Like a fictional character in the film "Good Will Hunting," the young George Dantzig once solved a problem on a blackboard that had stumped veteran mathematicians.
As a graduate student at the University of California Berkeley in 1939, Dantzig arrived late to class one day and copied two problems from a blackboard. After struggling with what he thought was a difficult homework assignment, he submitted his work to the eminent statistician Jerzy Neyman. Six weeks later on a Sunday at 8 AM, Neyman excitedly awoke Dantzig to say he had written an introduction to Dantzig's paper. It turned out that Dantzig had found solutions to two famous, previously unsolved statistical problems.
George B. Dantzig is considered the father of linear programming and a founder of operations research. In 1947, he recognized that a broad and important class of planning and operational problems that continually arise in the public and private sectors can be stated mathematically in a new form that he termed a linear program. His results and a computational procedure called the simplex method for the first time enabled governmental and industrial managers to structure and solve extremely complex resource problems. The development of these methods coincided with the appearance of the first computers and led to an explosion in applications that managers could use to compare large numbers of independent courses of action.
A mentor to generations of mathematicians, Dr. Dantzig has received copious honors, including the National Medal of Science in 1975. His disciples have argued that he should be awarded the Nobel Prize in Economics.
INFORMS will hold its national convention at the Philadelphia Marriott Hotel from Sunday, November 7 to Wednesday, November 10. The theme is "ORMS and the Quality of Life." Additional information about the conference, including a full list of workshops, is at http://www2.informs.org/Conf/Philadelphia99/ and http://www2.informs.org/Press.
The Institute for Operations Research and the Management Sciences (INFORMS) is an international scientific society with 12,000 members, including Nobel Prize laureates, dedicated to applying scientific methods to help improve decision-making, management, and operations. Members of INFORMS work primarily in business, government, and academia. They are represented in fields as diverse as airlines, health care, law enforcement, the military, the stock market, and telecommunications.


Work order: Each line below that holds the string "birdbath" counts once; report the total and nothing else.

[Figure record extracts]
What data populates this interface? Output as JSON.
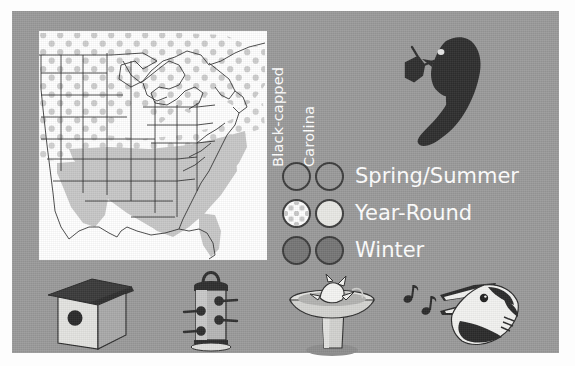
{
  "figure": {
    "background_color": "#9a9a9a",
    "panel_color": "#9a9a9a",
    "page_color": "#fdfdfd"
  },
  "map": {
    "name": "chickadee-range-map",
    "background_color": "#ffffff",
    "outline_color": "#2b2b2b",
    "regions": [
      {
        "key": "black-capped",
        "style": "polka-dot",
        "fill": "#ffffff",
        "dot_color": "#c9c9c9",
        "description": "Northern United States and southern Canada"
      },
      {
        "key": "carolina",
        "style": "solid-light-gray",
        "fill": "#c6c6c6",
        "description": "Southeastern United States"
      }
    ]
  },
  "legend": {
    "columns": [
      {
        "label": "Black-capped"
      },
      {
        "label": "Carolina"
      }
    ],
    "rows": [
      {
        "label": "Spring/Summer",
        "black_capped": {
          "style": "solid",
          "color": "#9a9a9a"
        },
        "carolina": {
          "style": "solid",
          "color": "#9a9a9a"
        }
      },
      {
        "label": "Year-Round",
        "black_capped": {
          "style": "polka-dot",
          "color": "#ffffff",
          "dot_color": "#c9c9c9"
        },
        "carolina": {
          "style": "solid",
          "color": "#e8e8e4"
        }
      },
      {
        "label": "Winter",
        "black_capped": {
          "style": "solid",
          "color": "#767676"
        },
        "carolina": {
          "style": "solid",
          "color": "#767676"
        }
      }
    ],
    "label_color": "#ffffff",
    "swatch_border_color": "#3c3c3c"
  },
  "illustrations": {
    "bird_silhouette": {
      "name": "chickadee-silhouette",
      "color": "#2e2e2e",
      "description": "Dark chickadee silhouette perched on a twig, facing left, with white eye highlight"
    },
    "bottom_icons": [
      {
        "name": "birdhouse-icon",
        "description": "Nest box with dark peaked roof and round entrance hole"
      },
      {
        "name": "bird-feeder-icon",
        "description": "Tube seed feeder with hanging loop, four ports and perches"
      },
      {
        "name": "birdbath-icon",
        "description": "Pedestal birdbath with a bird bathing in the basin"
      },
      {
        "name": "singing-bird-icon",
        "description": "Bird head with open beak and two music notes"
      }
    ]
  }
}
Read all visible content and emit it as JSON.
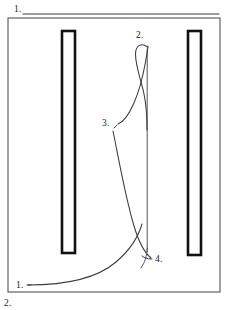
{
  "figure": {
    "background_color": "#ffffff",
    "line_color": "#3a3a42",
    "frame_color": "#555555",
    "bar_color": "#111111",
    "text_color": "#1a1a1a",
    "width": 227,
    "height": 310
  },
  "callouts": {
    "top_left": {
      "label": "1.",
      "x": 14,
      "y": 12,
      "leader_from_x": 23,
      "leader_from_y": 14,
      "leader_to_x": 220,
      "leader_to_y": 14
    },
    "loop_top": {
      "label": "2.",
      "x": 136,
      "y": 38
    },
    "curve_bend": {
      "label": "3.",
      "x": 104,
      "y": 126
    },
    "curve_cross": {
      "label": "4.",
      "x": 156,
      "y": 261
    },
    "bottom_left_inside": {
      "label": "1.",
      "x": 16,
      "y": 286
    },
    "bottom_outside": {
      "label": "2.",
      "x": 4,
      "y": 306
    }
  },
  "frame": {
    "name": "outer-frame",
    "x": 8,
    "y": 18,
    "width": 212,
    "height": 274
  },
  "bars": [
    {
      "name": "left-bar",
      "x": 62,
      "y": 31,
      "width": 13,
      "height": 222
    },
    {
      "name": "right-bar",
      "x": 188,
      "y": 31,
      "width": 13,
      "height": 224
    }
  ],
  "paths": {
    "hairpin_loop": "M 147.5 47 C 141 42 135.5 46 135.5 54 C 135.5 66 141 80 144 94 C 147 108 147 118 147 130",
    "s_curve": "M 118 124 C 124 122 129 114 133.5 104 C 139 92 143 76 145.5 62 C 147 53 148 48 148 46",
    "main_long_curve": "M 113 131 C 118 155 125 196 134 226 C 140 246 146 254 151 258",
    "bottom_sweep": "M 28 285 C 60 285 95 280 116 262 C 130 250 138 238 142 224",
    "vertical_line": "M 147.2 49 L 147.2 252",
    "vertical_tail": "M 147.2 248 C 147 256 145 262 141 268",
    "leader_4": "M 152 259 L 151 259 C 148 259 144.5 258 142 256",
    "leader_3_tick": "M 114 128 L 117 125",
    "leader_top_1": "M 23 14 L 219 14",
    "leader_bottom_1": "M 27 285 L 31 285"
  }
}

Your solution: 2